Robert Davis

Robert Davis Wine, cigarettes, songs and such
Luce Gallery, Turin
March 26 – May 11 2013

Robert Davis
Robert Davis will present in march his frst solo exhibitoon in our gallery with a new body of work.
Using unconventional materials like wine, beer, coffee or ash, combining them with oil or olisticks, the artist use elements that normally stimulate the ordinary life of every person to explore the boundaries between the different sensory perceptions related to the paintings in both ways of optical perception combined with a more sensitive feeling that the materials reveal to the viewer.
Representing gestural forms, the artist slide the point of interst on how these materials react on the canvases, burlaps, linens or leathers he use for painting. The causality of this reaction often depends from the single kind of material, every one used is different and have different reactions of colour with the media itself, like every wine or used beer, for instance, contain a different and unique palette and feeling when fxed in a single work.
This random of substances in accompanined by gestural nature of the sign. The act of painting has to be seen in the gesture of rubbing, brushing, pouring or scratching.
“When I start a painting I don’t want any reference points. There are direct actions visible in the work. The whole thing evolves visually to that there are never any perceptions. My paintings have a close relationship to drawning and structure, to directon and rhytm. I like wine. I also like coffee and cigarettes. Viewing a painting is much like consuming it. We take it and then decide whether we like it or not. On the other hand, I undertsand that painting is nostalgic. I love period pieces. I draw on that nostalgia for my palette and titles.
My use of colour in one thing in my practice that refers clearly to something outside itself. certain events, room, places, things that I have read, heard or experienced in any way can dictate choice of colour. This same sense of nostalgia also informs the collage paintings. Sometimes a photo falls into my lap and it does what it is supposed to do”.
The use of text, found images and unconventional materials acts as a break in intelligibility that calls attention to the code. Naming Davis a code-breaker, misses the deeper impact of his work, which is all about affection. Updating Dubuffet’s Texturologies, Davis uses bases and addictive substances to gesture toward the real feeling of the world and our sense’s inadequacy to understanding it. His titles are an important part of this, not just the name of a thing, but an indication ofhis serious ans sentimental intentions.
“I know it’s ok to be inspired by John Cougar Mellencamp as much as it is to be inspired by Malevich, I know it’s ok to be a banker with a spray paint fetish, and I know when I’m looking at a Robert Davis painting I’m looking at something trascendent crafted from biblically elemental materials. Paintings made of wine and weed, coffee and cigarettes with their sacramental perfect linen below them, smears of history like Veronica’s Veil above, the supports an altar for the marks” “I got more milk than Louis Pasteur” is the source for the title of a Robert Davis painting and it’s a pithy analogue for his deft combination of swagger and sincerity.
Robert Davis began his carrier presenting collaborative works with Michae Langlois made by the common interest of the two artists. During this early years they were also hosted by the Museum of Contemporary Art in Chicago for a solo show and at the Magdeburg Museum for another solo exhibition curated by they’re friend Rashid Johnson with whom Robert Davis still works.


■ What the task requires ■
Beneath this line are the data; copy exactly the part of them that opens with the line containing "What do you see at coordinates (70, 182)" and closes with the line containing "What do you see at coordinates (666, 171)", and only that part.

Stored data Block Start

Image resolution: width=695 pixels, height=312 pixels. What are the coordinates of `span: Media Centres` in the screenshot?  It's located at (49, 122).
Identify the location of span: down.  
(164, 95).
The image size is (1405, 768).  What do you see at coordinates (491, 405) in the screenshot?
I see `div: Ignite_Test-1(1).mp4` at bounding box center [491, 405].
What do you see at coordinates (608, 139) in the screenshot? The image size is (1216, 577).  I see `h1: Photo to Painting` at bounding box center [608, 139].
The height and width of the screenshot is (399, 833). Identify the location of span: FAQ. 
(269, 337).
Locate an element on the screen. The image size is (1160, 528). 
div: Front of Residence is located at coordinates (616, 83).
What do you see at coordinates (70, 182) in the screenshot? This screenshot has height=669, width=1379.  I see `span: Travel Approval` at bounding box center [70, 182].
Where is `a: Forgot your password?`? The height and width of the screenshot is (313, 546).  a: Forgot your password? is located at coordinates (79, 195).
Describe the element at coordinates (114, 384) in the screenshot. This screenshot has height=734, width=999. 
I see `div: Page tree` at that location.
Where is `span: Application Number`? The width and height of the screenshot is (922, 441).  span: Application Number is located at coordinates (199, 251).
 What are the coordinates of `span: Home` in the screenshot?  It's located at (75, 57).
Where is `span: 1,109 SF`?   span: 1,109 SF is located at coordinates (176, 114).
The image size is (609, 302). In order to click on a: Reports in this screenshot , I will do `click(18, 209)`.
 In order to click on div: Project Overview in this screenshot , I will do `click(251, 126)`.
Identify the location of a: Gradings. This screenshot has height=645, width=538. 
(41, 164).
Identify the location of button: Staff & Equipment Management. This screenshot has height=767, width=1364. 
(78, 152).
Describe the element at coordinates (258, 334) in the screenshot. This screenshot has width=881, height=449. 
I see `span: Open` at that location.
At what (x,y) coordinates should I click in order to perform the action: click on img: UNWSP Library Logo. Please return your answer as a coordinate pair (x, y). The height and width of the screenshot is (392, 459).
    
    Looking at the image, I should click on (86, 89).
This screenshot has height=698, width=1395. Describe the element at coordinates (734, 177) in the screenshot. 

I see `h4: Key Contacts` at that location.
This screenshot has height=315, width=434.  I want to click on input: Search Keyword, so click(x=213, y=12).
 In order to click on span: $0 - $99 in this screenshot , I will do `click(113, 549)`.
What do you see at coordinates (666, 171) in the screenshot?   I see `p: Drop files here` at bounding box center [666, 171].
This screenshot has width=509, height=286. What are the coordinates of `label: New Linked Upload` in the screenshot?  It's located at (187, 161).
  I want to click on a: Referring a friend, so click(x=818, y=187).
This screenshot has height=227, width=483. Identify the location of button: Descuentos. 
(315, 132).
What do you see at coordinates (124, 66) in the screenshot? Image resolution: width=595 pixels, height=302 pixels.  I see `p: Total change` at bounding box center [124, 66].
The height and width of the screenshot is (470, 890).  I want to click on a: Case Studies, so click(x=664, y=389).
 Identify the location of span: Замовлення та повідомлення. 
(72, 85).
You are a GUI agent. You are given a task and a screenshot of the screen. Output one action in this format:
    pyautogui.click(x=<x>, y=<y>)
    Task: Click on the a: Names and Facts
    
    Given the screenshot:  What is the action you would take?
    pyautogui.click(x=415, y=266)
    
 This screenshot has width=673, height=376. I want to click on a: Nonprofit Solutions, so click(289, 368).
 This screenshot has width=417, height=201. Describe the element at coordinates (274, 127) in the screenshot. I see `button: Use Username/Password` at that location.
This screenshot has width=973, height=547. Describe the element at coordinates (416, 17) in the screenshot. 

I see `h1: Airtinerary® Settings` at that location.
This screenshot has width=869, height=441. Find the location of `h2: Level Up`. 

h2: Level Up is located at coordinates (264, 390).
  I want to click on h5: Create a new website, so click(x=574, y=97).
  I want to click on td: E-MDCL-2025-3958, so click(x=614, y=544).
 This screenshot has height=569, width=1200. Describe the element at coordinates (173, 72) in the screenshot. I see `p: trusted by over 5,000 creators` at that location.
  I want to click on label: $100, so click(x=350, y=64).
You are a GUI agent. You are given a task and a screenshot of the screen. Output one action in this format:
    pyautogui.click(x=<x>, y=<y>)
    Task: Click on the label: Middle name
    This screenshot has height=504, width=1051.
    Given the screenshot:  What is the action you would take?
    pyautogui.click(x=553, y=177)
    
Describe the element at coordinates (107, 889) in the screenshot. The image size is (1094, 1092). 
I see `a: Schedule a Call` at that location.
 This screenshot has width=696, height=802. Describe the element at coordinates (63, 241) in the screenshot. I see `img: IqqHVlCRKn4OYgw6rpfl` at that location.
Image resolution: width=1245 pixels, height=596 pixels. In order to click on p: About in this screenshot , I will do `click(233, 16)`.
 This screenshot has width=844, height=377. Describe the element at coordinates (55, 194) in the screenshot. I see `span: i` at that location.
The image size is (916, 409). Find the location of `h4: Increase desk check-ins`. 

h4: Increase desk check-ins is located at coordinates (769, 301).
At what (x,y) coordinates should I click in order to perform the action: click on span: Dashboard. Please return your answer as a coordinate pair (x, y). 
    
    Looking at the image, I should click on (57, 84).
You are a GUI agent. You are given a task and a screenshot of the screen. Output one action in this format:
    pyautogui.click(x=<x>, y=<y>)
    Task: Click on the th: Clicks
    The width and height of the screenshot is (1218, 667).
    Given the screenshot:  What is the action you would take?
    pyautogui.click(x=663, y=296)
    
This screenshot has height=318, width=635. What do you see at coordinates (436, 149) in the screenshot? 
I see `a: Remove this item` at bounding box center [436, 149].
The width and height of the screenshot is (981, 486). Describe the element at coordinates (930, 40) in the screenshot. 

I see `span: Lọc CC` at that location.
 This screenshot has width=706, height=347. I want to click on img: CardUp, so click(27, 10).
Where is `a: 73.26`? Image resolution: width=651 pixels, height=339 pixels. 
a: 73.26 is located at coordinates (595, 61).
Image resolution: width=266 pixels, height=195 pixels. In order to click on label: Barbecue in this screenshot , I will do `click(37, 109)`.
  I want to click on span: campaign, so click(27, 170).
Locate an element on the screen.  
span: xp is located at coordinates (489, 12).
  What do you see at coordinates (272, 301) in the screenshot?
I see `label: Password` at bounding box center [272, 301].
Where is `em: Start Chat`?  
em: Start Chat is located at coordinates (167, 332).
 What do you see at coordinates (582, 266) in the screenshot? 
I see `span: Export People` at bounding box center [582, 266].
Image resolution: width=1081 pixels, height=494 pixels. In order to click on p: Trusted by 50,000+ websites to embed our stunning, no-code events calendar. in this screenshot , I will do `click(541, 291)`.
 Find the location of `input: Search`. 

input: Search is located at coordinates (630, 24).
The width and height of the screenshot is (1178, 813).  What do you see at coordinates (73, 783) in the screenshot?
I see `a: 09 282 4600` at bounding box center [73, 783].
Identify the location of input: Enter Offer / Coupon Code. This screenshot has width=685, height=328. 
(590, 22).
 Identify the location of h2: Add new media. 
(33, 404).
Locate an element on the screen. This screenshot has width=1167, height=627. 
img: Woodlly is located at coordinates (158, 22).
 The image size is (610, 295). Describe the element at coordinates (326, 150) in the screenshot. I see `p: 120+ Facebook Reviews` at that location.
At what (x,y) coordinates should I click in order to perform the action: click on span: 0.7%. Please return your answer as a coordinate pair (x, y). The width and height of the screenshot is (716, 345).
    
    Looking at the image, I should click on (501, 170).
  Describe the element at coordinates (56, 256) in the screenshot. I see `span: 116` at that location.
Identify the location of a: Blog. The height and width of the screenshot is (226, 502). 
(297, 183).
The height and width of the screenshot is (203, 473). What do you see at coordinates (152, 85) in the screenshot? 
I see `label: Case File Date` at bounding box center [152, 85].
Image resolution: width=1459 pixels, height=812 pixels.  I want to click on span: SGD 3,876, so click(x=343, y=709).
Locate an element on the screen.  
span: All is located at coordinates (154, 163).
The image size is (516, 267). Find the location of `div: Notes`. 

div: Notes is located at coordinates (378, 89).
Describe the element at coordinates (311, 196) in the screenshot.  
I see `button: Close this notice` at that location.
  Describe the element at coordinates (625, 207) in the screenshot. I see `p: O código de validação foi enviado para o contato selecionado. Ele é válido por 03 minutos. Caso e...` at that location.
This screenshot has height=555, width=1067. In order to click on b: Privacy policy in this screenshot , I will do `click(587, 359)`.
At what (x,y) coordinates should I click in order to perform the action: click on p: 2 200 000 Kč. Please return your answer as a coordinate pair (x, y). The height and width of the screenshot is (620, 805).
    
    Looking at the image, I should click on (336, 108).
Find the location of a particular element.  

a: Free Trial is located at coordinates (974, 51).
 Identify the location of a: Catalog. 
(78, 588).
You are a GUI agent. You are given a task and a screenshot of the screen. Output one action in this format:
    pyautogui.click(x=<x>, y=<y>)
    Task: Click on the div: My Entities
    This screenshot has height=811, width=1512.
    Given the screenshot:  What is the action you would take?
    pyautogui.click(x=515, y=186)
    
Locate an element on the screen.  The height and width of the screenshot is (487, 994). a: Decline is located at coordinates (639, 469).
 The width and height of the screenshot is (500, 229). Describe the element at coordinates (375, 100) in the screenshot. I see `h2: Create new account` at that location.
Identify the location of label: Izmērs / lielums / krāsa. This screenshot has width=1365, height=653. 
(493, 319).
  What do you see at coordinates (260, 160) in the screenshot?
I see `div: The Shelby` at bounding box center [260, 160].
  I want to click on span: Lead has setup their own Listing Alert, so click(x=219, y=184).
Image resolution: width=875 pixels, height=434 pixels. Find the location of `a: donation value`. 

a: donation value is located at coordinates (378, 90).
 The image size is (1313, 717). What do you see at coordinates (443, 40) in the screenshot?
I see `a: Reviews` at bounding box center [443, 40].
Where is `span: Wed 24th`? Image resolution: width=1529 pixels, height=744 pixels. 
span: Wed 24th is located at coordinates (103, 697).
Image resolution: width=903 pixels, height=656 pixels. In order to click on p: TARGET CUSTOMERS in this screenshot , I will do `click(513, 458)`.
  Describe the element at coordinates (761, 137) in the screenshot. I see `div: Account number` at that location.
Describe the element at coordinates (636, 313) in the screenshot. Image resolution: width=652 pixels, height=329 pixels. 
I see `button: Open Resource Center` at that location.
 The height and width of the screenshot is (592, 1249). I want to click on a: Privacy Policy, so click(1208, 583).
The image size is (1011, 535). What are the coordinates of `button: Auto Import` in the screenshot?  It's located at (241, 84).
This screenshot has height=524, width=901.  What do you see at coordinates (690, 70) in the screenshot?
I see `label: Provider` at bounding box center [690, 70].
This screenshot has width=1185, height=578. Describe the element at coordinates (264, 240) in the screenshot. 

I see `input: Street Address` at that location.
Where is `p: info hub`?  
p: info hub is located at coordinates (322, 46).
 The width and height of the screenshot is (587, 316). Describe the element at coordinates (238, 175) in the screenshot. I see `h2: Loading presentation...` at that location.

Stored data Block End

■ Answer space ■
What do you see at coordinates (70, 182) in the screenshot? This screenshot has height=669, width=1379.  I see `span: Travel Approval` at bounding box center [70, 182].
Where is `a: Forgot your password?`? The height and width of the screenshot is (313, 546).  a: Forgot your password? is located at coordinates (79, 195).
Describe the element at coordinates (114, 384) in the screenshot. This screenshot has height=734, width=999. 
I see `div: Page tree` at that location.
Where is `span: Application Number`? The width and height of the screenshot is (922, 441).  span: Application Number is located at coordinates (199, 251).
 What are the coordinates of `span: Home` in the screenshot?  It's located at (75, 57).
Where is `span: 1,109 SF`?   span: 1,109 SF is located at coordinates (176, 114).
The image size is (609, 302). In order to click on a: Reports in this screenshot , I will do `click(18, 209)`.
 In order to click on div: Project Overview in this screenshot , I will do `click(251, 126)`.
Identify the location of a: Gradings. This screenshot has height=645, width=538. 
(41, 164).
Identify the location of button: Staff & Equipment Management. This screenshot has height=767, width=1364. 
(78, 152).
Describe the element at coordinates (258, 334) in the screenshot. This screenshot has width=881, height=449. 
I see `span: Open` at that location.
At what (x,y) coordinates should I click in order to perform the action: click on img: UNWSP Library Logo. Please return your answer as a coordinate pair (x, y). The height and width of the screenshot is (392, 459).
    
    Looking at the image, I should click on (86, 89).
This screenshot has height=698, width=1395. Describe the element at coordinates (734, 177) in the screenshot. 

I see `h4: Key Contacts` at that location.
This screenshot has height=315, width=434.  I want to click on input: Search Keyword, so click(x=213, y=12).
 In order to click on span: $0 - $99 in this screenshot , I will do `click(113, 549)`.
What do you see at coordinates (666, 171) in the screenshot?   I see `p: Drop files here` at bounding box center [666, 171].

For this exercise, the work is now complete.